Posted at 4:47PM UTC | permalink
Mon 04 Feb 2008
MailServe for Leopard 3.0.4
Category : Technology/MailServe3dot0dot4.txt
As promised, I've released MailServe for Leopard 3.0.4, with the Mail Queue feature from Tiger re-instated. 
It should have been easy, right, just getting the features from MailServe for Tiger over to Leopard? It's not so easy. The one thing that MailServe for Leopard has, that the one on Tiger doesn't, is the ability to allow the mail server to be administered from a non-admin account, so long as you can provide an administrator's credentials. I used Apple's security framework to do that. Among its benefits is that, next time, I could plug in an alternative method to do the authentication, e.g., via a smart card or any of the emerging biometric methods, and all other things in the code should still work. And I'm one step closer to being able to support remote administration of the server. Plus, I don't need to store the password. I don't want to have anything to do with people's password. I just pass it on to the authentication mechanism. But one thing that Apple's recommended method of implementing the security framework also does is that it interferes with the workings of Postfix's postsuper command, which is needed to delete messages in a queue. I just can't run the postsuper command now. But I'm loathed to lose all the benefits that I've gained so far. So, what to do? That was why I couldn't do this feature the last time round. I didn't have the time, in all the mad rush to get MailServe for Leopard out to all the guys who needed the mail server running again within a day of Leopard being released. Even now, it took me three, four days to figure out a way. So how did I do it? I answer with a laugh that comes from deep in the belly. A laughter born of pain. To all the people who're "not so jazzed up" about having to pay for MailServe for Leopard again, since there are "no new features", I can now afford a wry smile. If only it were that easy... I can move on to the new features now.

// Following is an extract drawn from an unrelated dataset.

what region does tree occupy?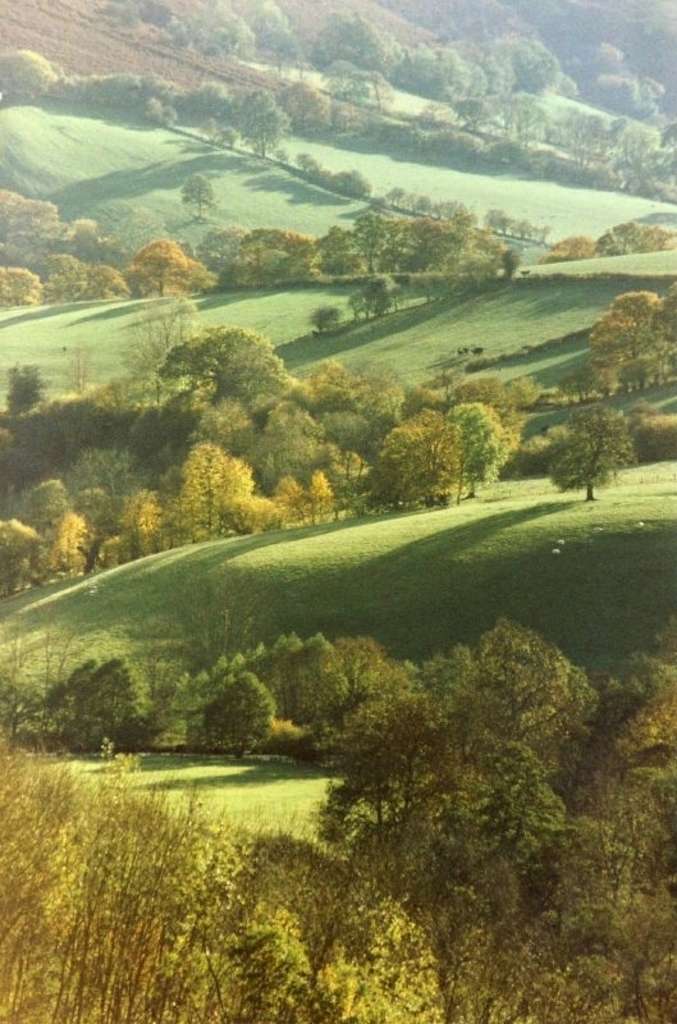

Posted at 2:56PM UTC | permalink
Mon 28 Jan 2008
DNS Enabler for Leopard, version 3.0.3
Category : Technology/DNSEnablerForLeopard3dot0dot3.txt
Leopard uses BIND version 9.4.1-P1, whch is set up by default to disallow recursive queries from outside the subnet that the server is on. So, I've built a new version of DNS Enabler for Leopard, version 3.0.3, that allows the user to change this behaviour (by clicking on the "Allow recursive queries from outside subnet" checkbox, below). 
I've also updated all the screen shots on the DNS Enabler for Leopard web page today.
Posted at 7:17PM UTC | permalink
Tue 22 Jan 2008
10,000 Customers From Around the World
Category : Commentary/10000customers.txt
We have 10,000 unique customers from all around the world. Somehow I thought that when this day comes I'd be ecstatic, that it'll really mean something to have crossed this mark. Strangely, it's just another day. Maybe it's because I've reviewed the To-Do Lists and I'm feeling grim because there's so much more to do. Ever wondered why artists are such depressed people? It could be the awareness that there is something missing, that the world is still not quite right that propels the search for a solution. It's the agony and the ecstasy - one or the other - there's nothing in-between.